My parents' farm, which is one of the most successful in their area (they've out-lasted 95% of the farmers in the 35 years they've been farming), has ~600 cows. ~$90 * 600 = $54000. In the 35 years that they've been farming, they've NEVER made that much profit. And their farm/ranch has been considered a "success" compared to most farmers in the area, with extremely tight expense control and very diligent and efficient work ethics. There is absolutely no way they could survive such a tax.
And to the dude that suggested that the government should force us to cut our meat intake... What about us on the low-end of the income spectrum that barely have enough money for that one steak every few months?
While eating very little meat may be healthy for you, you probably have an entirely different body type and metabolism than I do. You are also likely to be much less active than I am. I NEED the beef to maintain my health.
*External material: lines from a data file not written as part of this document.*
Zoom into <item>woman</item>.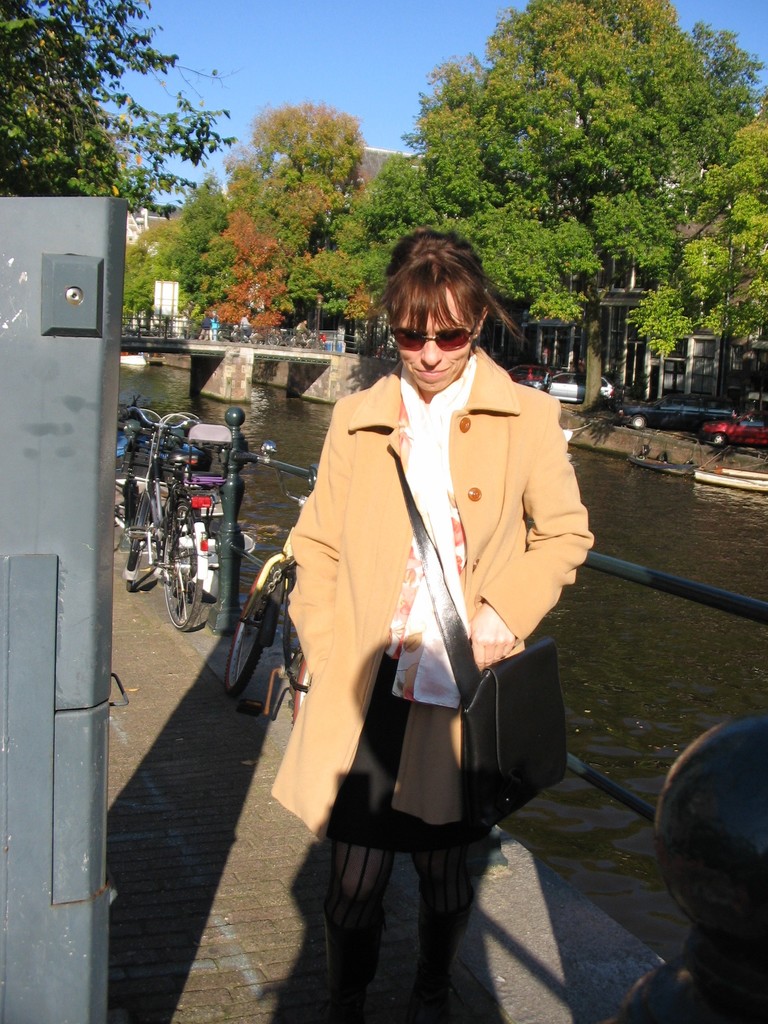
Zoom target: locate(260, 236, 605, 1023).
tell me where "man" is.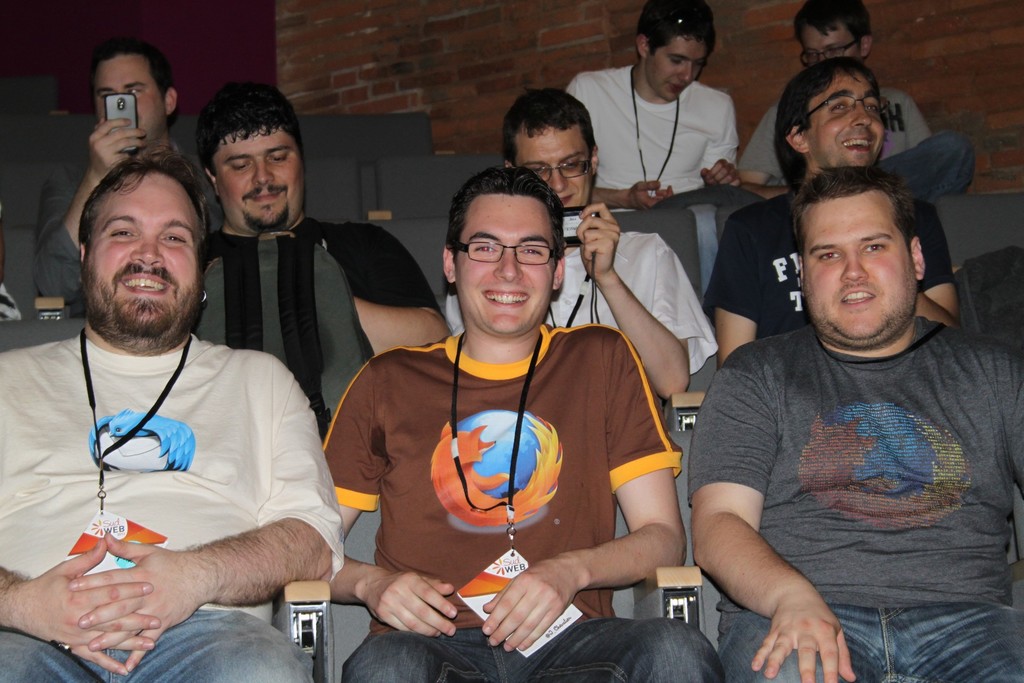
"man" is at (444,88,728,406).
The idea that you and the government should be allowed to regulate what I eat is a complete pile of bull shit. <-- Look! You're probably producing more methane than my entire herd!!
Posted by: Doug | January 18, 2009 at 12:55 PM
It is to "suggest" producer foods rather than consumer foods. Blame your biological universities for this "mess."
In other words, we have over popluation and "they" cannot fix it, so the next best thing is to "tax" it. Makes sense right?
Allot of your ACORN followers are behind this type of thinking--green earth, no carbons (even though the Earth recycles it own carbons); most science texts imply that the Earth is a closed system with the sun, if so, then heat is a natural result of energy--no way around it. The scientists who know this answer refuse to speak up becuase of what--federal funding!
The independent parties are blamed for spreading theories while the liberals tax one. Yet the law clearly states that one cannot approbate and reprobate the same maxim.
Posted by: zarxo | April 17, 2009 at 09:35 PM
Hilarious, simply hilarious! This has to be a democrat brainstorm, it SO fits their transparant revenue scavenging.